화학공학소재연구정보센터
Journal of Materials Science, Vol.49, No.2, 592-603, 2014
Evaluation of the tensile properties of a material through spherical indentation: definition of an average representative strain and a confidence domain
In the present article, a new method for the determination of the hardening law using the load displacement curve, F-h, of a spherical indentation test is developed. This method is based on the study of the error between an experimental indentation curve and a number of finite elements simulation curves. For the smaller values of these errors, the error distribution shape is a valley, which is defined with an analytic equation. Except for the fact that the identified hardening law is a Hollomon type, no assumption was made for the proposed identification method. A new representative strain of the spherical indentation, called "average representative strain," epsilon(aR) was defined in the proposed article. In the bottom of the valley, all the stress-strain curves that intersect at a point of abscissa epsilon(aR) lead to very similar indentation curves. Thus, the average representative strain indicates the part of the hardening law that is the better identified from spherical indentation test.
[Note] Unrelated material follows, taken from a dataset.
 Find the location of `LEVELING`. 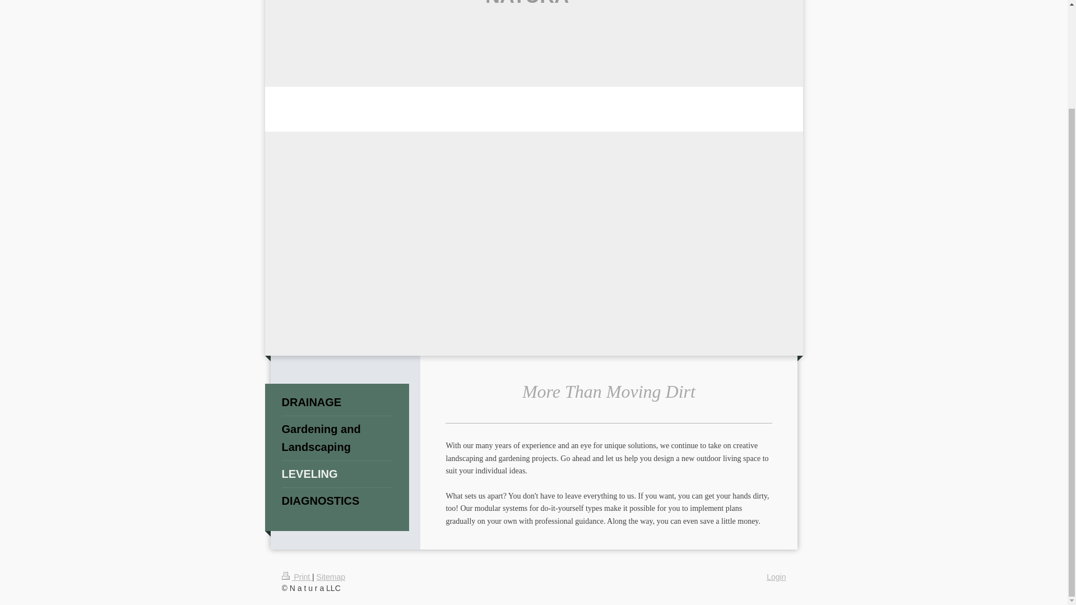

The results show that a unique material parameter set (yield stress sigma(y), strain hardening exponent n) is identified when using a single spherical indentation curve. However, for the experimental cases, the experimental imprecision and the material heterogeneity lead to different indentation curves, which makes the uniqueness of solution impossible. Therefore, the identified solution is not a single curve but a domain that is called "solution domain" in the yield stress-work hardening exponent diagram, and "confidence domain" in the stress-strain diagram. The confidence domain gives clear answers to the question of uniqueness of the solution and on the sensitivity of the indentation test to the identified hardening laws parameters.